African National Congress (ANC) Quotes in Long Walk to Freedom
My devotion to the ANC and the struggle was unremitting. This disturbed Evelyn. She had always assumed that politics was a youthful diversion, that I would someday return to the Transkei and practice there as a lawyer.
I did not regard the verdict as a vindication of the legal system or evidence that a black man could get a fair trial in a white man’s court. It was the right verdict and a just one, but it was largely as a result of a superior defense team and the fair-mindedness of the panel of these particular judges.
In planning the direction and form that MK would take, we considered four types of violent activities: sabotage, guerrilla warfare, terrorism, and open revolution. For a small and fledgling army, open revolution was inconceivable. Terrorism inevitably reflected poorly on those who used it, undermining any public support it might otherwise garner. Guerrilla warfare was a possibility, but since the ANC had been reluctant to embrace violence at all, it made sense to start with the form of violence that inflicted the least harm against individuals: sabotage.
The High Organ was the source of some controversy because of its ethnic composition: all four permanent members were from Xhosa backgrounds. This was a matter of coincidence rather than design; the senior ANC leadership on the island, the only four to have served on the National Executive Committee, happened to be Xhosa. It would not have been proper to take a less senior comrade and put him on the High Organ simply because he was not a Xhosa. But the fact that the High Organ was Xhosa-dominated disturbed me because it seemed to reinforce the mistaken perception that we were a Xhosa organization.
Despite his seemingly progressive actions, Mr. de Klerk was by no means the great emancipator. He was a gradualist, a careful pragmatist. He did not make any of his reforms with the intention of putting himself out of power. He made them for precisely the opposite reason: to ensure power for the Afrikaner in a new dispensation. He was not yet prepared to negotiate the end of white rule.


Your job is to transcribe the material exactly, every line included.

Entries provided
##############################

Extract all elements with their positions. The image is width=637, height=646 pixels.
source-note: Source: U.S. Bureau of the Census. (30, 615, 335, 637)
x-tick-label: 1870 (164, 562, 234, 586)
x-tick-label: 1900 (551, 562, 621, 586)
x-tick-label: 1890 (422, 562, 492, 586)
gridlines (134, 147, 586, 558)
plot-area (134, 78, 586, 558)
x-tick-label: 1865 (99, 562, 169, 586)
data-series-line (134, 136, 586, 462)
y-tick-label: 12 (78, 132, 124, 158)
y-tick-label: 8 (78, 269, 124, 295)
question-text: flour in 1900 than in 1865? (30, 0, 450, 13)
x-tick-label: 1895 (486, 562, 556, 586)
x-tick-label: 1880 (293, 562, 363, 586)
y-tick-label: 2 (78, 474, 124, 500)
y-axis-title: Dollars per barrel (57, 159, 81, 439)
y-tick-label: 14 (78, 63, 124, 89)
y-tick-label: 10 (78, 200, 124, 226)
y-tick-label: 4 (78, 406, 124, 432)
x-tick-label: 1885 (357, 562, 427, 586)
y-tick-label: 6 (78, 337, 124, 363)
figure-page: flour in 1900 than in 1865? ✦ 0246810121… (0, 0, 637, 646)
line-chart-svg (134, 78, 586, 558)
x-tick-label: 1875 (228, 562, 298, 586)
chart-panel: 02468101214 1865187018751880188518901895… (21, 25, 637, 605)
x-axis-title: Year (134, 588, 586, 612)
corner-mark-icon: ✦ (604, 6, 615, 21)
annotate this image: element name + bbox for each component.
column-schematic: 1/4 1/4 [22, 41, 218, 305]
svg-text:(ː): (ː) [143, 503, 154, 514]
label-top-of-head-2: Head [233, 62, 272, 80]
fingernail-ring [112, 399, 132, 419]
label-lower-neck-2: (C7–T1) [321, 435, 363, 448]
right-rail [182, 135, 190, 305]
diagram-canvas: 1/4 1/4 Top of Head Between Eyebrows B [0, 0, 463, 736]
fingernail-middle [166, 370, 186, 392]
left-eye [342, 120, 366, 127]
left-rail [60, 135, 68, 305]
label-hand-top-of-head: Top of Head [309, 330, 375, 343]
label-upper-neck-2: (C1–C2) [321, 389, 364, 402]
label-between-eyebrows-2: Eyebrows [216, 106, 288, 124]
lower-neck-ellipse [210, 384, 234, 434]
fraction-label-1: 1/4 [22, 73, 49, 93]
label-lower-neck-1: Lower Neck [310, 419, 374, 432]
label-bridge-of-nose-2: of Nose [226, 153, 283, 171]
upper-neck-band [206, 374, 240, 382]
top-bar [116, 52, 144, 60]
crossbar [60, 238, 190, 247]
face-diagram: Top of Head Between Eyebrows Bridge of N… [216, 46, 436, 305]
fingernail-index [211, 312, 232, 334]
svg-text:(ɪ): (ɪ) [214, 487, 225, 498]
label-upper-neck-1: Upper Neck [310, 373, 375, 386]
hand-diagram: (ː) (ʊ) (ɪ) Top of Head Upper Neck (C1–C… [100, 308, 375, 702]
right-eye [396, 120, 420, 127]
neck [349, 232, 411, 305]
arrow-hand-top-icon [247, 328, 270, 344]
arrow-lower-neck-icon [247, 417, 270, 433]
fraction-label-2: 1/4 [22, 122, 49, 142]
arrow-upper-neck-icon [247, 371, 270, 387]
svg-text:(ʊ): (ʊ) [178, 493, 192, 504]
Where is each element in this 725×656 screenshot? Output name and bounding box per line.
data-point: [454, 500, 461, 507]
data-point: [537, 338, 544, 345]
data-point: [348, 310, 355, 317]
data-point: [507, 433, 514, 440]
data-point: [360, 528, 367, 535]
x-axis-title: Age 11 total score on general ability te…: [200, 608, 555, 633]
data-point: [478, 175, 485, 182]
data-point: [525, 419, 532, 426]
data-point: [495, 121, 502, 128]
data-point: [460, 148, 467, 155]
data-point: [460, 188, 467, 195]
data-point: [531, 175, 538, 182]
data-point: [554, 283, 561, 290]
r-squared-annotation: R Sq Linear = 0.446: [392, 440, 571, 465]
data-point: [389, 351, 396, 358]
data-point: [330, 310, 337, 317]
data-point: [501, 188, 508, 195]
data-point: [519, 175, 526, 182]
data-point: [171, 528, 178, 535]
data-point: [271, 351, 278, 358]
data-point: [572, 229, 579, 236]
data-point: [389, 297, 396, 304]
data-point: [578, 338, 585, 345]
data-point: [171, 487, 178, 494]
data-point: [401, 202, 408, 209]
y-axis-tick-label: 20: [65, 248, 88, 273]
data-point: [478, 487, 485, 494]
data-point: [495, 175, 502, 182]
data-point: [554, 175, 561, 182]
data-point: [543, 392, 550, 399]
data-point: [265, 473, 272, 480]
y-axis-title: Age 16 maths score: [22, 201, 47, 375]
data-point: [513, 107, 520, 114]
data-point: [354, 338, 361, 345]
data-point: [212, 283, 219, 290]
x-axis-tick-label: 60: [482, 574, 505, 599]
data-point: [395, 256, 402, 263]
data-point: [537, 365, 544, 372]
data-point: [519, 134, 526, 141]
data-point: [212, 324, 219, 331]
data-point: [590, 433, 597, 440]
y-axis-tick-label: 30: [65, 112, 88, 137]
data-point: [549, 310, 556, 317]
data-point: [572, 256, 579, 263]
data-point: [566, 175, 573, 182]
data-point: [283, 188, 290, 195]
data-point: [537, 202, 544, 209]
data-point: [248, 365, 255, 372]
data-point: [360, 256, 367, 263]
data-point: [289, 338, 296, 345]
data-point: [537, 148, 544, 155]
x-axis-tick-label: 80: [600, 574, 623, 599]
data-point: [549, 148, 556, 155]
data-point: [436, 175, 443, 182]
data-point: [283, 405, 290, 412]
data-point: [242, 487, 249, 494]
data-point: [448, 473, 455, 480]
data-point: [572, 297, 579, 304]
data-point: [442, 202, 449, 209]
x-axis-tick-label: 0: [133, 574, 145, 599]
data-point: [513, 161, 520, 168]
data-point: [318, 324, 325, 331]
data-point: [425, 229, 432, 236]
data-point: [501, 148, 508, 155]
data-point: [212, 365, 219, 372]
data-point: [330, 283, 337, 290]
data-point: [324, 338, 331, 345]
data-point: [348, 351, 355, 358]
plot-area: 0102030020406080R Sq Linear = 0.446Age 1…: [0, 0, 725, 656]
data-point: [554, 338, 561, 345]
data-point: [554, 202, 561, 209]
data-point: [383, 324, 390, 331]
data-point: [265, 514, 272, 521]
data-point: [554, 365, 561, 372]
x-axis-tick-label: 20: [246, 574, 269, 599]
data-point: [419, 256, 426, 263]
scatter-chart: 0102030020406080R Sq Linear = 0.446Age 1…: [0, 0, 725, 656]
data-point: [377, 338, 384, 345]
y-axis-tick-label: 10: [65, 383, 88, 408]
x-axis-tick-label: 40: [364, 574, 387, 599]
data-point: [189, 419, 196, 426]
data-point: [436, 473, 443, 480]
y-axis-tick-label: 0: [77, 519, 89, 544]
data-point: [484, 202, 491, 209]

##############################

Answer area
Extract all elements with their positions. The image is width=637, height=646 pixels.
source-note: Source: U.S. Bureau of the Census. (30, 615, 335, 637)
x-tick-label: 1870 (164, 562, 234, 586)
x-tick-label: 1900 (551, 562, 621, 586)
x-tick-label: 1890 (422, 562, 492, 586)
gridlines (134, 147, 586, 558)
plot-area (134, 78, 586, 558)
x-tick-label: 1865 (99, 562, 169, 586)
data-series-line (134, 136, 586, 462)
y-tick-label: 12 (78, 132, 124, 158)
y-tick-label: 8 (78, 269, 124, 295)
question-text: flour in 1900 than in 1865? (30, 0, 450, 13)
x-tick-label: 1895 (486, 562, 556, 586)
x-tick-label: 1880 (293, 562, 363, 586)
y-tick-label: 2 (78, 474, 124, 500)
y-axis-title: Dollars per barrel (57, 159, 81, 439)
y-tick-label: 14 (78, 63, 124, 89)
y-tick-label: 10 (78, 200, 124, 226)
y-tick-label: 4 (78, 406, 124, 432)
x-tick-label: 1885 (357, 562, 427, 586)
y-tick-label: 6 (78, 337, 124, 363)
figure-page: flour in 1900 than in 1865? ✦ 0246810121… (0, 0, 637, 646)
line-chart-svg (134, 78, 586, 558)
x-tick-label: 1875 (228, 562, 298, 586)
chart-panel: 02468101214 1865187018751880188518901895… (21, 25, 637, 605)
x-axis-title: Year (134, 588, 586, 612)
corner-mark-icon: ✦ (604, 6, 615, 21)
annotate this image: element name + bbox for each component.
column-schematic: 1/4 1/4 [22, 41, 218, 305]
svg-text:(ː): (ː) [143, 503, 154, 514]
label-top-of-head-2: Head [233, 62, 272, 80]
fingernail-ring [112, 399, 132, 419]
label-lower-neck-2: (C7–T1) [321, 435, 363, 448]
right-rail [182, 135, 190, 305]
diagram-canvas: 1/4 1/4 Top of Head Between Eyebrows B [0, 0, 463, 736]
fingernail-middle [166, 370, 186, 392]
left-eye [342, 120, 366, 127]
left-rail [60, 135, 68, 305]
label-hand-top-of-head: Top of Head [309, 330, 375, 343]
label-upper-neck-2: (C1–C2) [321, 389, 364, 402]
label-between-eyebrows-2: Eyebrows [216, 106, 288, 124]
lower-neck-ellipse [210, 384, 234, 434]
fraction-label-1: 1/4 [22, 73, 49, 93]
label-lower-neck-1: Lower Neck [310, 419, 374, 432]
label-bridge-of-nose-2: of Nose [226, 153, 283, 171]
upper-neck-band [206, 374, 240, 382]
top-bar [116, 52, 144, 60]
crossbar [60, 238, 190, 247]
face-diagram: Top of Head Between Eyebrows Bridge of N… [216, 46, 436, 305]
fingernail-index [211, 312, 232, 334]
svg-text:(ɪ): (ɪ) [214, 487, 225, 498]
label-upper-neck-1: Upper Neck [310, 373, 375, 386]
hand-diagram: (ː) (ʊ) (ɪ) Top of Head Upper Neck (C1–C… [100, 308, 375, 702]
right-eye [396, 120, 420, 127]
neck [349, 232, 411, 305]
arrow-hand-top-icon [247, 328, 270, 344]
arrow-lower-neck-icon [247, 417, 270, 433]
fraction-label-2: 1/4 [22, 122, 49, 142]
arrow-upper-neck-icon [247, 371, 270, 387]
svg-text:(ʊ): (ʊ) [178, 493, 192, 504]
Where is each element in this 725×656 screenshot? Output name and bounding box per line.
data-point: [454, 500, 461, 507]
data-point: [537, 338, 544, 345]
data-point: [348, 310, 355, 317]
data-point: [507, 433, 514, 440]
data-point: [360, 528, 367, 535]
x-axis-title: Age 11 total score on general ability te…: [200, 608, 555, 633]
data-point: [478, 175, 485, 182]
data-point: [525, 419, 532, 426]
data-point: [495, 121, 502, 128]
data-point: [460, 148, 467, 155]
data-point: [460, 188, 467, 195]
data-point: [531, 175, 538, 182]
data-point: [554, 283, 561, 290]
r-squared-annotation: R Sq Linear = 0.446: [392, 440, 571, 465]
data-point: [389, 351, 396, 358]
data-point: [330, 310, 337, 317]
data-point: [501, 188, 508, 195]
data-point: [519, 175, 526, 182]
data-point: [171, 528, 178, 535]
data-point: [271, 351, 278, 358]
data-point: [572, 229, 579, 236]
data-point: [389, 297, 396, 304]
data-point: [578, 338, 585, 345]
data-point: [171, 487, 178, 494]
data-point: [401, 202, 408, 209]
y-axis-tick-label: 20: [65, 248, 88, 273]
data-point: [478, 487, 485, 494]
data-point: [495, 175, 502, 182]
data-point: [554, 175, 561, 182]
data-point: [543, 392, 550, 399]
data-point: [265, 473, 272, 480]
y-axis-title: Age 16 maths score: [22, 201, 47, 375]
data-point: [513, 107, 520, 114]
data-point: [354, 338, 361, 345]
data-point: [212, 283, 219, 290]
x-axis-tick-label: 60: [482, 574, 505, 599]
data-point: [395, 256, 402, 263]
data-point: [537, 365, 544, 372]
data-point: [519, 134, 526, 141]
data-point: [212, 324, 219, 331]
data-point: [590, 433, 597, 440]
y-axis-tick-label: 30: [65, 112, 88, 137]
data-point: [549, 310, 556, 317]
data-point: [572, 256, 579, 263]
data-point: [566, 175, 573, 182]
data-point: [283, 188, 290, 195]
data-point: [537, 202, 544, 209]
data-point: [248, 365, 255, 372]
data-point: [360, 256, 367, 263]
data-point: [289, 338, 296, 345]
data-point: [537, 148, 544, 155]
x-axis-tick-label: 80: [600, 574, 623, 599]
data-point: [549, 148, 556, 155]
data-point: [436, 175, 443, 182]
data-point: [283, 405, 290, 412]
data-point: [242, 487, 249, 494]
data-point: [448, 473, 455, 480]
data-point: [572, 297, 579, 304]
data-point: [442, 202, 449, 209]
x-axis-tick-label: 0: [133, 574, 145, 599]
data-point: [513, 161, 520, 168]
data-point: [318, 324, 325, 331]
data-point: [425, 229, 432, 236]
data-point: [501, 148, 508, 155]
data-point: [212, 365, 219, 372]
data-point: [330, 283, 337, 290]
data-point: [324, 338, 331, 345]
data-point: [348, 351, 355, 358]
plot-area: 0102030020406080R Sq Linear = 0.446Age 1…: [0, 0, 725, 656]
data-point: [554, 338, 561, 345]
data-point: [554, 202, 561, 209]
data-point: [383, 324, 390, 331]
data-point: [265, 514, 272, 521]
data-point: [554, 365, 561, 372]
x-axis-tick-label: 20: [246, 574, 269, 599]
data-point: [419, 256, 426, 263]
scatter-chart: 0102030020406080R Sq Linear = 0.446Age 1…: [0, 0, 725, 656]
data-point: [377, 338, 384, 345]
y-axis-tick-label: 10: [65, 383, 88, 408]
x-axis-tick-label: 40: [364, 574, 387, 599]
data-point: [189, 419, 196, 426]
data-point: [436, 473, 443, 480]
y-axis-tick-label: 0: [77, 519, 89, 544]
data-point: [484, 202, 491, 209]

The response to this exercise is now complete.